I don't want to go too much into details to keep it brief, but I have a type called IsOrdered<[1,2,4]>
which resolves to true when the numbers are indeed ascending and false for everything else type f = IsOrdered<[3,2]> // false
. It works as it should.
Now I have the following code that doesn't work. The gist is the function storm(...pipes)
where pipes are elements of the type Pipe<number>
. Number is used to tag a Pipe on a type-level and use that number to validate their ordering.
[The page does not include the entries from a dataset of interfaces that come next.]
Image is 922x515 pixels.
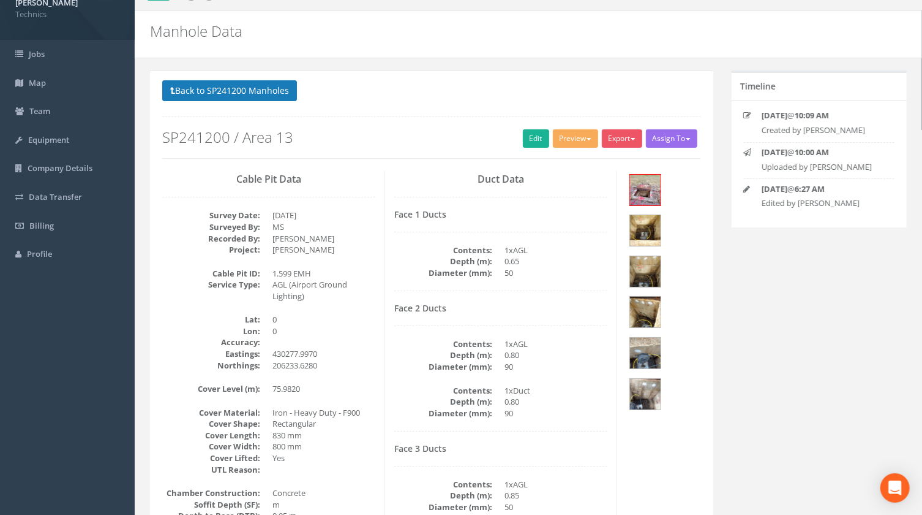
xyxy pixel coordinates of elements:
[763,110,788,121] strong: [DATE]
[505,244,608,256] dd: 1xAGL
[394,303,608,312] h4: Face 2 Ducts
[162,429,260,441] dt: Cover Length:
[28,134,69,145] span: Equipment
[273,407,375,418] dd: Iron - Heavy Duty - F900
[273,233,375,244] dd: [PERSON_NAME]
[394,407,492,419] dt: Diameter (mm):
[162,499,260,510] dt: Soffit Depth (SF):
[273,499,375,510] dd: m
[162,348,260,360] dt: Eastings:
[505,407,608,419] dd: 90
[162,487,260,499] dt: Chamber Construction:
[505,396,608,407] dd: 0.80
[273,429,375,441] dd: 830 mm
[273,348,375,360] dd: 430277.9970
[394,267,492,279] dt: Diameter (mm):
[763,197,885,209] p: Edited by [PERSON_NAME]
[29,220,54,231] span: Billing
[763,183,788,194] strong: [DATE]
[394,501,492,513] dt: Diameter (mm):
[553,129,598,148] button: Preview
[273,440,375,452] dd: 800 mm
[394,443,608,453] h4: Face 3 Ducts
[630,337,661,368] img: e9269b5d-40f2-4402-6094-658ef56fe754_71c71e6c-53d1-619a-f2d9-5fcdd0379e40_thumb.jpg
[162,383,260,394] dt: Cover Level (m):
[162,336,260,348] dt: Accuracy:
[273,452,375,464] dd: Yes
[630,215,661,246] img: e9269b5d-40f2-4402-6094-658ef56fe754_a9ea7402-b2dc-230b-2895-c4d7255ba7cf_thumb.jpg
[28,162,92,173] span: Company Details
[796,146,830,157] strong: 10:00 AM
[273,383,375,394] dd: 75.9820
[394,361,492,372] dt: Diameter (mm):
[394,244,492,256] dt: Contents:
[505,255,608,267] dd: 0.65
[273,279,375,301] dd: AGL (Airport Ground Lighting)
[505,385,608,396] dd: 1xDuct
[394,396,492,407] dt: Depth (m):
[394,338,492,350] dt: Contents:
[273,244,375,255] dd: [PERSON_NAME]
[505,338,608,350] dd: 1xAGL
[162,209,260,221] dt: Survey Date:
[150,23,778,39] h2: Manhole Data
[162,452,260,464] dt: Cover Lifted:
[162,325,260,337] dt: Lon:
[763,124,885,136] p: Created by [PERSON_NAME]
[162,440,260,452] dt: Cover Width:
[796,110,830,121] strong: 10:09 AM
[394,478,492,490] dt: Contents:
[162,314,260,325] dt: Lat:
[523,129,549,148] a: Edit
[273,360,375,371] dd: 206233.6280
[630,296,661,327] img: e9269b5d-40f2-4402-6094-658ef56fe754_d7a00092-4fe7-ec54-e553-5f094654d415_thumb.jpg
[273,268,375,279] dd: 1.599 EMH
[29,77,46,88] span: Map
[162,407,260,418] dt: Cover Material:
[29,105,50,116] span: Team
[162,360,260,371] dt: Northings:
[763,161,885,173] p: Uploaded by [PERSON_NAME]
[505,489,608,501] dd: 0.85
[162,80,297,101] button: Back to SP241200 Manholes
[162,129,701,145] h2: SP241200 / Area 13
[630,175,661,205] img: e9269b5d-40f2-4402-6094-658ef56fe754_90fabb0d-d4bc-f2f4-dfe3-611fe3577be4_thumb.jpg
[394,209,608,219] h4: Face 1 Ducts
[27,248,52,259] span: Profile
[162,418,260,429] dt: Cover Shape:
[796,183,826,194] strong: 6:27 AM
[505,501,608,513] dd: 50
[881,473,910,502] div: Open Intercom Messenger
[162,244,260,255] dt: Project:
[273,487,375,499] dd: Concrete
[505,361,608,372] dd: 90
[646,129,698,148] button: Assign To
[15,9,119,20] span: Technics
[394,174,608,185] h3: Duct Data
[162,279,260,290] dt: Service Type:
[505,478,608,490] dd: 1xAGL
[505,349,608,361] dd: 0.80
[763,146,885,158] p: @
[505,267,608,279] dd: 50
[162,174,375,185] h3: Cable Pit Data
[763,110,885,121] p: @
[394,349,492,361] dt: Depth (m):
[273,418,375,429] dd: Rectangular
[162,464,260,475] dt: UTL Reason:
[29,191,82,202] span: Data Transfer
[162,221,260,233] dt: Surveyed By:
[630,256,661,287] img: e9269b5d-40f2-4402-6094-658ef56fe754_c3ba8aed-a215-889a-6eb9-e93ffa4b3855_thumb.jpg
[162,268,260,279] dt: Cable Pit ID:
[394,385,492,396] dt: Contents:
[763,183,885,195] p: @
[273,325,375,337] dd: 0
[763,146,788,157] strong: [DATE]
[394,255,492,267] dt: Depth (m):
[273,221,375,233] dd: MS
[273,314,375,325] dd: 0
[602,129,643,148] button: Export
[162,233,260,244] dt: Recorded By:
[29,48,45,59] span: Jobs
[741,81,777,91] h5: Timeline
What I want to achieve is that storm() will refuse to take Pipes that are not ordered correctly. As you can see in the code Filter
is a Pipe<0>
and OrderBy
is a Pipe<4>
Therefore it's ok to call storm(filter(), orderBy())
but not storm(orderBy(), filter())
. However, the type resolving works only outside of my storm() call as seen in the testing section.
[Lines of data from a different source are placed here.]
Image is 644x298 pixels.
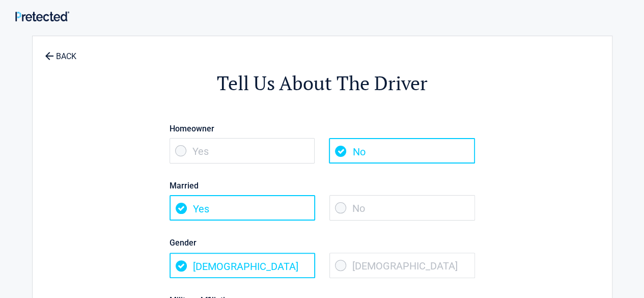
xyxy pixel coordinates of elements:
span: No [329,196,475,221]
span: [DEMOGRAPHIC_DATA] [170,253,315,279]
h2: Tell Us About The Driver [88,70,556,96]
span: [DEMOGRAPHIC_DATA] [329,253,475,279]
span: Yes [170,138,315,164]
img: Main Logo [15,11,69,21]
label: Gender [170,236,475,250]
span: No [329,138,474,164]
label: Homeowner [170,122,475,135]
a: BACK [43,43,78,61]
span: Yes [170,196,315,221]
label: Married [170,179,475,193]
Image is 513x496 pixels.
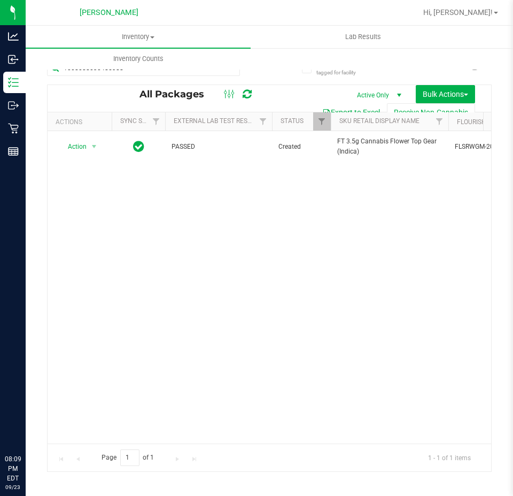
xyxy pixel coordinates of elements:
[93,449,163,466] span: Page of 1
[26,26,251,48] a: Inventory
[8,146,19,157] inline-svg: Reports
[315,103,387,121] button: Export to Excel
[331,32,396,42] span: Lab Results
[340,117,420,125] a: SKU Retail Display Name
[281,117,304,125] a: Status
[148,112,165,130] a: Filter
[279,142,325,152] span: Created
[8,54,19,65] inline-svg: Inbound
[313,112,331,130] a: Filter
[174,117,258,125] a: External Lab Test Result
[5,483,21,491] p: 09/23
[416,85,475,103] button: Bulk Actions
[8,31,19,42] inline-svg: Analytics
[8,123,19,134] inline-svg: Retail
[120,449,140,466] input: 1
[11,410,43,442] iframe: Resource center
[133,139,144,154] span: In Sync
[26,32,251,42] span: Inventory
[431,112,449,130] a: Filter
[56,118,107,126] div: Actions
[58,139,87,154] span: Action
[255,112,272,130] a: Filter
[423,8,493,17] span: Hi, [PERSON_NAME]!
[80,8,138,17] span: [PERSON_NAME]
[420,449,480,465] span: 1 - 1 of 1 items
[140,88,215,100] span: All Packages
[32,409,44,421] iframe: Resource center unread badge
[99,54,178,64] span: Inventory Counts
[26,48,251,70] a: Inventory Counts
[8,100,19,111] inline-svg: Outbound
[5,454,21,483] p: 08:09 PM EDT
[337,136,442,157] span: FT 3.5g Cannabis Flower Top Gear (Indica)
[251,26,476,48] a: Lab Results
[172,142,266,152] span: PASSED
[8,77,19,88] inline-svg: Inventory
[387,103,475,121] button: Receive Non-Cannabis
[423,90,468,98] span: Bulk Actions
[120,117,161,125] a: Sync Status
[88,139,101,154] span: select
type TypeEqual<T, U> = T extends U ? (U extends T ? true : false) : false
type Reverse<Tuple extends any[]> = Tuple extends [infer Head, ...infer Rest] ? [...Reverse<Rest>, Head] : []
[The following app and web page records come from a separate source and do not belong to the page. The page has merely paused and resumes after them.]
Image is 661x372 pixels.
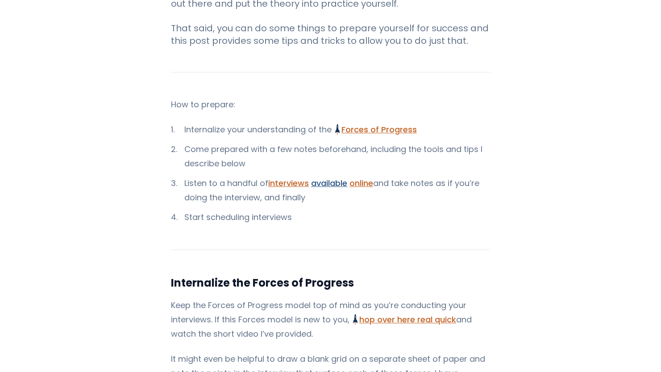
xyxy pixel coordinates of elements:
p: That said, you can do some things to prepare yourself for success and this post provides some tip... [171,22,490,47]
li: Internalize your understanding of the [171,122,490,137]
li: Listen to a handful of and take notes as if you’re doing the interview, and finally [171,176,490,205]
a: available [311,177,347,188]
a: interviews [268,177,309,188]
li: Come prepared with a few notes beforehand, including the tools and tips I describe below [171,142,490,171]
p: Keep the Forces of Progress model top of mind as you’re conducting your interviews. If this Force... [171,298,490,341]
a: hop over here real quick [353,314,456,325]
h3: Internalize the Forces of Progress [171,275,490,291]
a: Forces of Progress [335,124,417,135]
a: online [350,177,373,188]
li: Start scheduling interviews [171,210,490,224]
p: How to prepare: [171,97,490,112]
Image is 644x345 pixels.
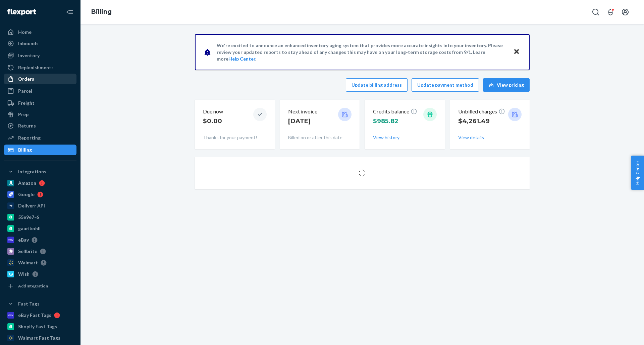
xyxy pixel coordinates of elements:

type Nat = 0 | { suc: Nat }
type Nats = {
0: 0
1: { suc: Nats[0] }
2: { suc: Nats[1] }
3: { suc: Nats[2] }
4: { suc: Nats[3] }
5: { suc: Nats[4] }
6: { suc: Nats[5] }
7: { suc: Nats[7] }
8: { suc: Nats[8] }
}
type GT<T1 extends Nat, T2 extends Nat> = TypeEqual<T1, T2> extends true
? false
: T2 extends 0
? true
: T1 extends { suc: infer T3 }
? T2 extends { suc: infer T4 }
? T3 extends Nat
? T4 extends Nat
? GT<T3, T4>
: never
: never
: never
: false
type AnyGT<T1, T2> = T1 extends keyof Nats ? (T2 extends keyof Nats ? GT<Nats[T1], Nats[T2]> : false) : false
type IsDesc<T extends any[]> = T extends [] ? true : T extends [infer _] ? true : T extends [infer T1, infer T2, ...infer Ts] ? (AnyGT<T1, T2> extends true ? IsDesc<[T2, ...Ts]> : false) : false
type IsOrdered$<T extends any[]> = IsDesc<T> extends true ? true : IsDesc<T>
type IsOrdered<T extends any[]> = IsOrdered$<Reverse<T>>
// ^ above are just helpers, code starts here:
type Pipe<Nat> = () => void
type PipeOrder<X extends any[]> = { [K in keyof X]: X[K] extends Pipe<infer N> ? N : never }
type ValidOrder<P extends Pipe<Nat>[]> = IsOrdered<PipeOrder<P>> extends true ? P : never
type Storm = (...pipes: ValidOrder<Pipe<keyof Nats>[]>) => any
type Filter = () => Pipe<0>
type OrderBy = () => Pipe<4>
const filter: Filter = () => () => void 0
const orderBy: OrderBy = () => () => void 0
const storm: Storm =
(...pipes) => {
pipes.forEach(p => p())
}
// testing
type F = ReturnType<Filter>
type O = ReturnType<OrderBy>
const wrong: ValidOrder<[O, F, O]> = null as any
const right: ValidOrder<[F, O]> = null as any
const f = filter()
const o = orderBy()
const wrong2: ValidOrder<[typeof o, typeof f]> = null as any
const right2: ValidOrder<[typeof f, typeof o]> = null as any
const w = storm(o, f)
const r = storm(f, o)
In this Playground you can see w is a valid assignment, even though it should not be:
Can someone spot why my inference is not working? All the steps up to the last 2 lines resolve correctly.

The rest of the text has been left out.